Perplexity Study Results

Corpus Perplexity (w/sentence boundaries) # Out of Vocab Words
Reuters Obesity News 187.945 (236.747) 5,335
Reuters Health News (small sample) 278.708 (366.293) 7,431
Reuters Health News 275.271 (362.576) 135,532
Reuters General News (small sample) 378.453 (542.888) 11,614
Reuters General News 372.451 (531.705) 1,966,504
Gigaword (small sample) 382.819 (591.633) 19,604
Gigaword 387.677 (594.937) 2,966,079

Discussion

These results indicate that language model perplexity can measure the similarity of news content to obesity news coverage. As discussed earlier, perplexity is a measure of the ability of a probability distribution to predict events in another distribution. To better understand the meaning behind the perplexity results consider that if language model B has a perplexity of 50 relative to language model A, and tri-gram language models are used, this is equivalent to saying that given the knowledge of language model A, on average there are only 50 possible words that could follow any 2 word sequence in the content used to generate language model B. Therefore in this study a perplexity of 378 for general news relative to obesity news means that given a two-word sequence from the general news corpus, knowledge gained from modeling the obesity news corpus on average only limits the potential subsequent word in the general news content to 1 in 378 possibilities. Consequently an increase in perplexity of 101% when going from the obesity news LM to the general news LM represents noteworthy restrictions in the obesity news content’s vocabulary and language use compared to the general news content.

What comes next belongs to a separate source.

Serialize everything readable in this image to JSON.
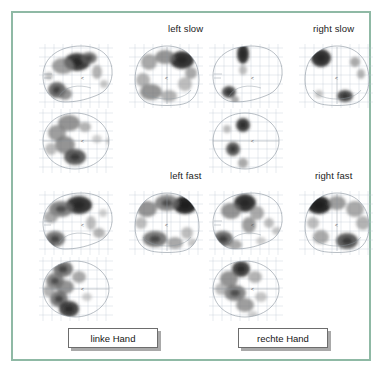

Also noteworthy are the sentence boundary and Gigaword perplexity results. The perplexity results when sentence boundaries were considered was noticeably higher than when sentence boundaries were ignored. This is significant because it indicates that obesity news content possesses sentence structure characteristics that differ from more general news content. Since statistical language models can capture such differences more easily than simple keyword searches can, this suggests that statistical language modeling and perplexity may be better than keyword searching at creating a corpus of health news content.

The perplexity results for the Gigaword corpus were of interest because they were not considerably higher than the perplexities for the Reuters general news corpus. This suggests that language use across news publishers may not be substantially different and the results from this study may be generalizable across news sources.

One limitation of this study is the size of the obesity news corpus. Because of its limited size the obesity news reference corpus may be artificially restricted in its use of vocabulary and syntax. This could produce exaggerated perplexity results. This limitation may be mitigated somewhat by calculating perplexities using corpora with sizes similar to the reference corpus, but a larger reference set may produce more accurate, reliable and generalizable results. To address this limitation future studies should use a larger reference corpus, perhaps collected over a longer period of time. Also, news content of other health topics should be analyzed to identify if these findings are limited to obesity news coverage or if they also apply to other health news topics.

Conclusion

The study results were consistent with expectations. Despite the noted limitations the results suggest that statistical language modeling and perplexity can be used to measure the similarity of news coverage to obesity news and perhaps other news content specific to particular health topics. Future research should try to generalize the findings of this study to include health topics other than obesity. Also, an automated health news classifier based on statistical language modeling and perplexity should be developed and evaluated for use. An accurate and easy to use health news classification system would benefit health news researchers by facilitating the classification of health news content, and the public by providing more robust ways of acquiring news content that is relevant to their health concerns.

Acknowledgments

Special thanks to Stephen Johnson for providing much needed insight into this research. McFarlane is supported by NLM training grant LM007079-15.